OKLAHOMA CITY (KFOR) – A family claims their loved one who is battling COVID-19 at the Tuscany Village Nursing Home is not getting the proper care.
“We saw him decline pretty rapidly just from dehydration and no food,” Marla Bennett Miller told KFOR.
Bennett Miller is talking about what her brother, 69-year-old William Mark Johnson, is allegedly enduring while battling COVID-19 at the Tuscany Village Nursing Home.
“When they moved him to the COVID area, it just seems to us that they put him in a room and just left him there,” she said.
Bennett Miller told KFOR her brother is one of 47 COVID-19 patients at the home.

He has type 1 diabetes and can’t get up on his own. His family has been forced to watch his situation from outside his window.
“His water was there, but he couldn’t get to it. His food was there, but they wouldn’t make sure he had it,” Bennett Miller said.
Due to that, she said his symptoms went from mild to severe.
“Corporate is running it like a business and forgetting how sad it is to look into their faces of these people that have, you know, not seen their loved ones in nine months now,” she said.
Tuscany Village Nursing Home personnel sent KFOR the following statement:
“Tuscany Village Nursing Center has been contacted by KFOR, the NBC affiliate in Oklahoma City, regarding allegations made by a Tuscany Village resident’s family with respect to the resident’s care. Tuscany Village’s privacy policies, as well as federal and state law, preclude Tuscany Village from commenting regarding any resident’s medical condition. Tuscany Village investigates all such concerns in conformity with applicable facility policies and regulations and have done so in this instance. With respect to questions regarding the facility’s response to the COVID-19 pandemic, the facility initiated a COVID-19 management plan in early March in accordance with guidance issued by the federal Center for Disease Control and Prevention, the Centers for Medicare and Medicaid Services, the Oklahoma State Department of Health and other federal, state and local agencies. The program has been revised on an ongoing basis in response to the numerous changes in the agency directives. The health and safety or our residents is of paramount importance to Tuscany Village and we will continue to use our best efforts to provide the highest quality services possible given the numerous and unprecedented challenges that healthcare facilities are confronted with in the face of the pandemic.”
Lee M. Wood, StoneGate Senior Living, LLC
KFOR also spoke with with a representative with the company that owns the home, and they said there is no merit to these allegations.
Staffing issues, though, are a problem at other nursing homes around the state. Earlier this week, the Oklahoma Medical Reserve Corp posted on their website about a “critical need for staffing assistance following a COVID-19 outbreak at the Quinton Manor Nursing Home. Over 80 percent of staff are quarantined for the next 6-14 days.”
“This is the first request we’ve had for volunteers in several months during this pandemic,” Lezlie Carter, OKMRC stare coordinator, said.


EXERCISE DESCRIPTION: Each line of the data must be written out again verbatim; no image belongs in the copy.

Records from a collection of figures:

--- START ---

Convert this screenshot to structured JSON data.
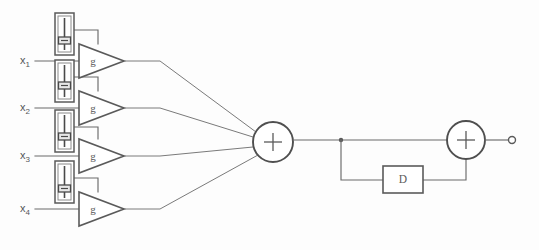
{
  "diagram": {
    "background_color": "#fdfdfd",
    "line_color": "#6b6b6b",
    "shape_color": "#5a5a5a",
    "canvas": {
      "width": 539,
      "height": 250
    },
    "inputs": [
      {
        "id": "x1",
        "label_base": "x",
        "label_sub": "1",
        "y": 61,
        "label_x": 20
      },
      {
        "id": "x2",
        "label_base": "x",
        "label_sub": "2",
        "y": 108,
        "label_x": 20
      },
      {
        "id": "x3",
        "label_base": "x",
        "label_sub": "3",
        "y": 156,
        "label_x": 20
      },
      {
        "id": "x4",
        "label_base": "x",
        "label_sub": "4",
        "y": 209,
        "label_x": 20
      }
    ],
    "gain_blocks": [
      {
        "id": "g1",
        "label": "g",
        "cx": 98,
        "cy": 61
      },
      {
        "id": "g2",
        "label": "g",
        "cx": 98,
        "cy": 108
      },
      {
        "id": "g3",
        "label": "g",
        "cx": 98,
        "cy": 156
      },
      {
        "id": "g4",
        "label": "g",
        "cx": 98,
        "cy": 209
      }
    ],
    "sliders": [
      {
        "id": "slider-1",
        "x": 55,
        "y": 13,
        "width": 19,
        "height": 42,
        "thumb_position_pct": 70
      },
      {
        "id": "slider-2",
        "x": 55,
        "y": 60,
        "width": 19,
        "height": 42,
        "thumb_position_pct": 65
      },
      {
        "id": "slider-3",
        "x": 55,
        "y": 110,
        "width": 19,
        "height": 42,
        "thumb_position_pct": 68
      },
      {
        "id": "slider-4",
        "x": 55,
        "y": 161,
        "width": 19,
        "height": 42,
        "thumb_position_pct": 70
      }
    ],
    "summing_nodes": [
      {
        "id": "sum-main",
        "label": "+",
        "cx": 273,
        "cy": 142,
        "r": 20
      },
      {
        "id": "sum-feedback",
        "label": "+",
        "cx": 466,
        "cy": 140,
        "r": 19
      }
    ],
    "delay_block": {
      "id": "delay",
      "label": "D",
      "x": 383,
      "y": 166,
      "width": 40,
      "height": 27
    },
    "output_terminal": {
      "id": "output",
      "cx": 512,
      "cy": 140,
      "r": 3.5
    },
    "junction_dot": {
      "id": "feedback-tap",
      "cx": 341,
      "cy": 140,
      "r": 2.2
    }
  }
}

--- END ---

EXPECTED ANSWER:
Convert this screenshot to structured JSON data.
{
  "diagram": {
    "background_color": "#fdfdfd",
    "line_color": "#6b6b6b",
    "shape_color": "#5a5a5a",
    "canvas": {
      "width": 539,
      "height": 250
    },
    "inputs": [
      {
        "id": "x1",
        "label_base": "x",
        "label_sub": "1",
        "y": 61,
        "label_x": 20
      },
      {
        "id": "x2",
        "label_base": "x",
        "label_sub": "2",
        "y": 108,
        "label_x": 20
      },
      {
        "id": "x3",
        "label_base": "x",
        "label_sub": "3",
        "y": 156,
        "label_x": 20
      },
      {
        "id": "x4",
        "label_base": "x",
        "label_sub": "4",
        "y": 209,
        "label_x": 20
      }
    ],
    "gain_blocks": [
      {
        "id": "g1",
        "label": "g",
        "cx": 98,
        "cy": 61
      },
      {
        "id": "g2",
        "label": "g",
        "cx": 98,
        "cy": 108
      },
      {
        "id": "g3",
        "label": "g",
        "cx": 98,
        "cy": 156
      },
      {
        "id": "g4",
        "label": "g",
        "cx": 98,
        "cy": 209
      }
    ],
    "sliders": [
      {
        "id": "slider-1",
        "x": 55,
        "y": 13,
        "width": 19,
        "height": 42,
        "thumb_position_pct": 70
      },
      {
        "id": "slider-2",
        "x": 55,
        "y": 60,
        "width": 19,
        "height": 42,
        "thumb_position_pct": 65
      },
      {
        "id": "slider-3",
        "x": 55,
        "y": 110,
        "width": 19,
        "height": 42,
        "thumb_position_pct": 68
      },
      {
        "id": "slider-4",
        "x": 55,
        "y": 161,
        "width": 19,
        "height": 42,
        "thumb_position_pct": 70
      }
    ],
    "summing_nodes": [
      {
        "id": "sum-main",
        "label": "+",
        "cx": 273,
        "cy": 142,
        "r": 20
      },
      {
        "id": "sum-feedback",
        "label": "+",
        "cx": 466,
        "cy": 140,
        "r": 19
      }
    ],
    "delay_block": {
      "id": "delay",
      "label": "D",
      "x": 383,
      "y": 166,
      "width": 40,
      "height": 27
    },
    "output_terminal": {
      "id": "output",
      "cx": 512,
      "cy": 140,
      "r": 3.5
    },
    "junction_dot": {
      "id": "feedback-tap",
      "cx": 341,
      "cy": 140,
      "r": 2.2
    }
  }
}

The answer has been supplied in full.